A good size analysis helps you recognize those patterns earlier. As a result, purchases become sharper, inventories more balanced, and the chance of customers missing out decreases.

Many entrepreneurs find this to be one of the most surprising aspects of modern inventory management. Not because the numbers are completely different from what was expected, but because they are often just slightly different from what was thought. And that small difference can have significant consequences for revenue and inventory.

 The strongest stores adjust more quickly

When you look at successful stores, one thing often stands out.

  • They do not wait until a problem becomes visible.
  • They do not wait until a collection completely comes to a standstill.
  • They don't wait until the warehouse is full.
  • They do not wait until discounts are inevitable.
  • They adjust sooner.

Not because they know everything better. Not because they never make mistakes. But because they see what is happening faster. And that makes a huge difference.

The sooner you see that a collection is lagging, the easier it is to intervene. The sooner you see that a brand is growing, the faster you can reorder.

That is why inventory management is increasingly less about recording and more about directing.

The greatest gain often lies in what you do not yet see

Maybe you think that your biggest challenges lie outside the store. Online competition. Rising costs. Changing consumer behavior. Those are all important topics.

But often the biggest gains are much closer. In your inventory. In your reports. In the insights that are available every day, but that you may not be using to their full potential yet.

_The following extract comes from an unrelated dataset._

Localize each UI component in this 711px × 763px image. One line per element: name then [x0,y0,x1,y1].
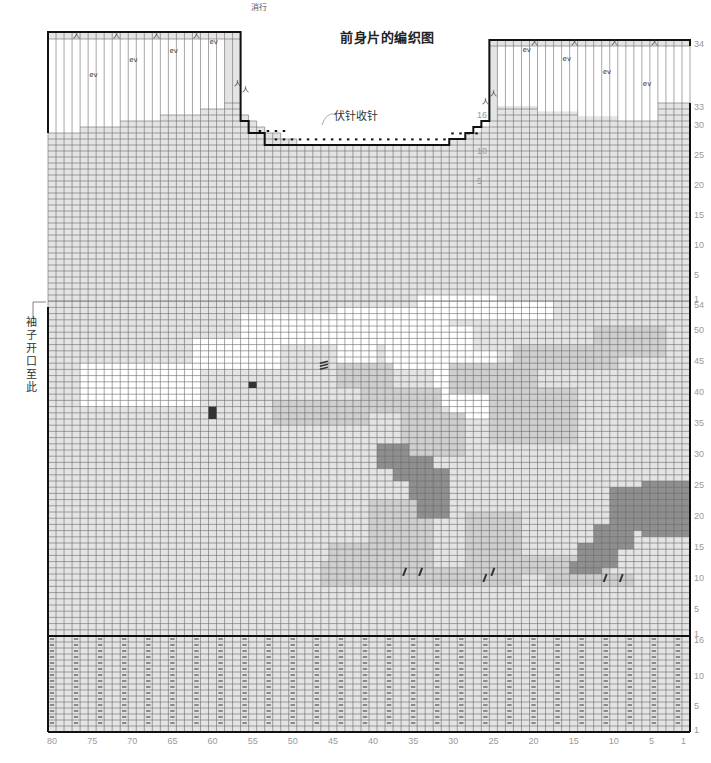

Because the sooner you see what is happening within your collection, the faster you can act. And the faster you act, the less likely you are to fall behind the facts. Good inventory management is therefore not about more numbers. It's about better insights.

Insights that help you buy smarter, adjust faster, and operate with more confidence.

Discover what your inventory is trying to tell you

Do you still mainly rely on intuition when it comes to inventory, size distributions, and product performance? Then you are certainly not alone.

With Qliqpoint, you gain insight into inventory reports, TopX analyses, item statuses, and size analyses. This way, you can see what is happening in your store earlier and respond more quickly to opportunities and risks.

Schedule a no-obligation demo and discover how much peace of mind and insight good inventory management can provide.